One other one we wanted to look at is the performance of the chips at different core counts and a single agent. We have 32 cores here and a composite score for the CPU across all subtests. We are using those 32 cores just as a standard here to make it easier to compare.

Intel Xeon 6 SoC AgentSTH V5 Preview 32 Core Throughput Subtests
Intel Xeon 6 SoC AgentSTH V5 Preview 32 Core Throughput Subtests

Overall, the results are very close, which is to be expected given that they are the same CPU core generation. Since we are using 32 cores on 36 and 40 core CPUs, sometimes bits like how much of a workload fits in the shared L3 cache or boost clocks running more often or at higher frequencies actually matter quite a bit. We also have a set of tests that is more focused on coordination tasks.

Intel Xeon 6 SoC AgentSTH V5 Preview 32 Core Coordination Subtests
Intel Xeon 6 SoC AgentSTH V5 Preview 32 Core Coordination Subtests

Here, the DAG orchestration is very close, which we would expect.
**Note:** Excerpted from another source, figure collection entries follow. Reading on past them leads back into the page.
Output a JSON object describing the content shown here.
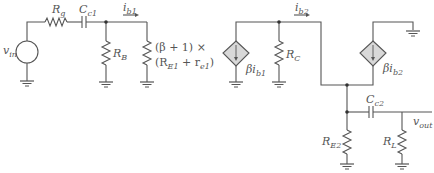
{
  "figure": {
    "left_circuit": {
      "source_label": "v",
      "source_sub": "in",
      "rg_label": "R",
      "rg_sub": "g",
      "cc1_label": "C",
      "cc1_sub": "c1",
      "ib1_label": "i",
      "ib1_sub": "b1",
      "rb_label": "R",
      "rb_sub": "B",
      "reflected_line1": "(β + 1) ×",
      "reflected_line2_pre": "(R",
      "reflected_line2_sub1": "E1",
      "reflected_line2_mid": " + r",
      "reflected_line2_sub2": "e1",
      "reflected_line2_post": ")"
    },
    "right_circuit": {
      "ib2_label": "i",
      "ib2_sub": "b2",
      "dep_source1_label": "βi",
      "dep_source1_sub": "b1",
      "rc_label": "R",
      "rc_sub": "C",
      "dep_source2_label": "βi",
      "dep_source2_sub": "b2",
      "cc2_label": "C",
      "cc2_sub": "c2",
      "re2_label": "R",
      "re2_sub": "E2",
      "rl_label": "R",
      "rl_sub": "L",
      "vout_label": "v",
      "vout_sub": "out"
    },
    "colors": {
      "wire": "#555555",
      "dep_source_fill": "#d8d8d8",
      "text": "#555555"
    }
  }
}
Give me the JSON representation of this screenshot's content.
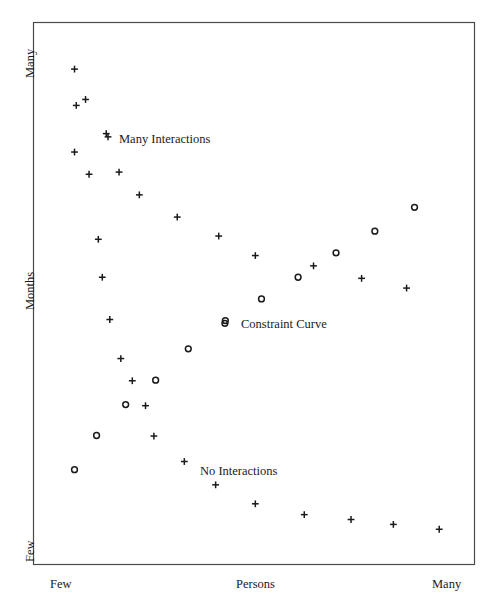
{
  "chart_data": {
    "type": "scatter",
    "title": "",
    "xlabel": "Persons",
    "ylabel": "Months",
    "x_tick_labels": [
      "Few",
      "Persons",
      "Many"
    ],
    "y_tick_labels": [
      "Many",
      "Months",
      "Few"
    ],
    "xlim": [
      0,
      100
    ],
    "ylim": [
      0,
      100
    ],
    "grid": false,
    "legend_position": "in-plot annotations",
    "annotations": [
      {
        "name": "many-interactions",
        "text": "Many Interactions",
        "marker": "plus",
        "x": 16.5,
        "y": 79.5
      },
      {
        "name": "constraint-curve",
        "text": "Constraint Curve",
        "marker": "circle",
        "x": 43.5,
        "y": 45.0
      },
      {
        "name": "no-interactions",
        "text": "No Interactions",
        "marker": "none",
        "x": 38.0,
        "y": 18.5
      }
    ],
    "series": [
      {
        "name": "Many Interactions",
        "marker": "plus",
        "color": "#1a1a1a",
        "points": [
          {
            "x": 9.3,
            "y": 91.4
          },
          {
            "x": 9.7,
            "y": 84.7
          },
          {
            "x": 11.8,
            "y": 85.8
          },
          {
            "x": 16.9,
            "y": 78.9
          },
          {
            "x": 9.3,
            "y": 76.1
          },
          {
            "x": 19.4,
            "y": 72.4
          },
          {
            "x": 24.0,
            "y": 68.2
          },
          {
            "x": 12.6,
            "y": 72.0
          },
          {
            "x": 32.6,
            "y": 64.1
          },
          {
            "x": 42.0,
            "y": 60.6
          },
          {
            "x": 14.7,
            "y": 60.0
          },
          {
            "x": 50.3,
            "y": 57.0
          },
          {
            "x": 15.6,
            "y": 53.0
          },
          {
            "x": 63.5,
            "y": 55.1
          },
          {
            "x": 74.4,
            "y": 52.8
          },
          {
            "x": 84.6,
            "y": 51.0
          },
          {
            "x": 17.3,
            "y": 45.2
          },
          {
            "x": 19.8,
            "y": 38.0
          },
          {
            "x": 22.4,
            "y": 33.9
          },
          {
            "x": 25.4,
            "y": 29.3
          },
          {
            "x": 27.3,
            "y": 23.7
          },
          {
            "x": 34.2,
            "y": 19.0
          },
          {
            "x": 41.3,
            "y": 14.7
          },
          {
            "x": 50.3,
            "y": 11.2
          },
          {
            "x": 61.4,
            "y": 9.2
          },
          {
            "x": 72.0,
            "y": 8.3
          },
          {
            "x": 81.6,
            "y": 7.4
          },
          {
            "x": 92.0,
            "y": 6.5
          }
        ]
      },
      {
        "name": "Constraint Curve",
        "marker": "circle",
        "color": "#1a1a1a",
        "points": [
          {
            "x": 9.3,
            "y": 17.5
          },
          {
            "x": 14.3,
            "y": 23.8
          },
          {
            "x": 20.9,
            "y": 29.5
          },
          {
            "x": 27.7,
            "y": 34.0
          },
          {
            "x": 35.1,
            "y": 39.8
          },
          {
            "x": 43.4,
            "y": 44.5
          },
          {
            "x": 51.7,
            "y": 49.0
          },
          {
            "x": 60.0,
            "y": 53.0
          },
          {
            "x": 68.6,
            "y": 57.5
          },
          {
            "x": 77.4,
            "y": 61.5
          },
          {
            "x": 86.4,
            "y": 65.9
          }
        ]
      }
    ]
  },
  "axes": {
    "y_top": "Many",
    "y_middle": "Months",
    "y_bottom": "Few",
    "x_left": "Few",
    "x_center": "Persons",
    "x_right": "Many"
  },
  "annotations": {
    "many_interactions": "Many Interactions",
    "constraint_curve": "Constraint Curve",
    "no_interactions": "No Interactions"
  },
  "style": {
    "frame_color": "#4a4a4a",
    "marker_color": "#1a1a1a",
    "background": "#ffffff"
  }
}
Once the workload turns into queue traffic, RPC framing, and mailbox fan-in/fan-out, the Xeon 6716P-B seems to keep more of that metadata hot, leading to better results.

Intel Xeon 6 SoC AgentSTH V5 Preview 32 Core Memory Subtests
Intel Xeon 6 SoC AgentSTH V5 Preview 32 Core Memory Subtests

What we are seeing here suggests that the Xeon 6716P-B performs better when threads repeatedly revisit related state. Once the workload becomes broader, allocator and hash-table churn, the Xeon 6553P-B platform still looks stronger in this V5 data.

This is something we have been working on for some time in collaboration with one of the hyper-scale cloud providers’ performance gurus. Our observation a few years ago (over BBQ) was that CPU benchmarking often runs one process per core or per system, but modern cloud CPUs run multiple simultaneous workloads. This is just the first step in getting there. The goal is to turn this into something that we can release for folks so they can run easily. We are also exploring just doing a Geekbench-style distribution and providing pre-built binaries to make it easy for folks. Next, let us get to power consumption.